A sack full of shredded notes
Stomach-churning: This is what happens to the old D-mark notesImage: dpa - Bildfunk

This reluctance to do today what you can put off doing until tomorrow is clearly far from being a Spanish preserve. And the situation is not helped by the fact that the German Bundesbank has not set its citizens any deadline to empty their piggy banks or pull up their floorboards.

"In contrast to most other note-issuing banks in the eurozone there is no time limit for changing D-marks into euros," Adelheid Sailer-Schuster, the head of the Hamburg office of Germany's central bank, the Deutsche Bundesbank, told the Hamburger Abendblatt newspaper.

"It will apply in 50 or in 100 years. There's no need to rush," she added. And, in many ways, that is precisely the problem. Last year, some 158.5 million D-marks were swopped for euros. It sounds like a huge sum, but it is really just a drop in the ocean in relative terms.

Another mental hurdle: You cannot conduct the transaction at a regular bank. Instead you have to visit one of the country's 47 Bundesbank branches, or send them by post to Mainz -- at your own risk, of course.

"That is also a psychological cost. Even if it only means you're travelling two extra subway stops," said market researcher Kiell. "And you can rest assured that you can still do it in 10 years' time."

Economic psychologist Alfred Gebert believes many Germans also fear the bureaucracy that might be involved in a trip to a state institution. "Many people think it will be much a more time-consuming process than it actually is."

Financial amnesia

A hand holding Euro coins
A euro in the hand is better than a few marks under the mattressImage: AP

Many of the missing deutschmarks have simply been forgotten about. Gebert, a retired professor, admits that his own bookshelves harbor the odd banknote or two, misplaced as makeshift bookmarks between the covers of past reading matter.

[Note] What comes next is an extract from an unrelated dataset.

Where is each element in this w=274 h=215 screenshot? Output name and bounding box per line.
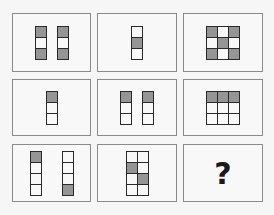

Others had convenient reasons to forget about their money for a while, at least, not wishing to arouse the suspicions of the tax authorities. "Some tradesmen hid money that they did not declare and then their children might have sold their houses without realizing what was hidden there," said Gebert.

It remains to be seen just how long it will take for all of the old currency will actually be cashed in. At the current rate, it could take another 70 years before it is all converted. Around 30 percent is estimated to be abroad -- far away from the nearest Bundesbank branch.

A message to Frau Merkel

German Chancellor Angela Merkel poses after the recording of her New Year's Eve speech with German flag by her side
Should the Chancellor have called on citizens to spend their old currency?Image: AP

As far as New Year's resolutions are concerned, both the economic psychologist and the market researcher believe that people could be worse advised than to dig out their old D-marks and capitalize on them in 2010. After all, inflation means that the proceeds are likely to buy you so much less in a few years' time.

"There might still be some people who think that the deutschmark is a safer investment and will be reintroduced. But such kind of thinking is pathological to a high degree," said the market researcher Guido Kiell.

Economic psychologist Alfred Gebert has a piece of advice for Angela Merkel, who has just given her New Year's address. "If the German chancellor had called on people to seek out their old deutschmarks and change them into euros, it could have really kick-started the economy. At the moment it is just lying around doing nothing."

And Germans, who are notorious savers, might have fewer qualms spending the cash than they would otherwise. "Because people have already written it off, they regard it as money for nothing, they would go out and blow it on consumer items, rather than putting it in the bank," he added.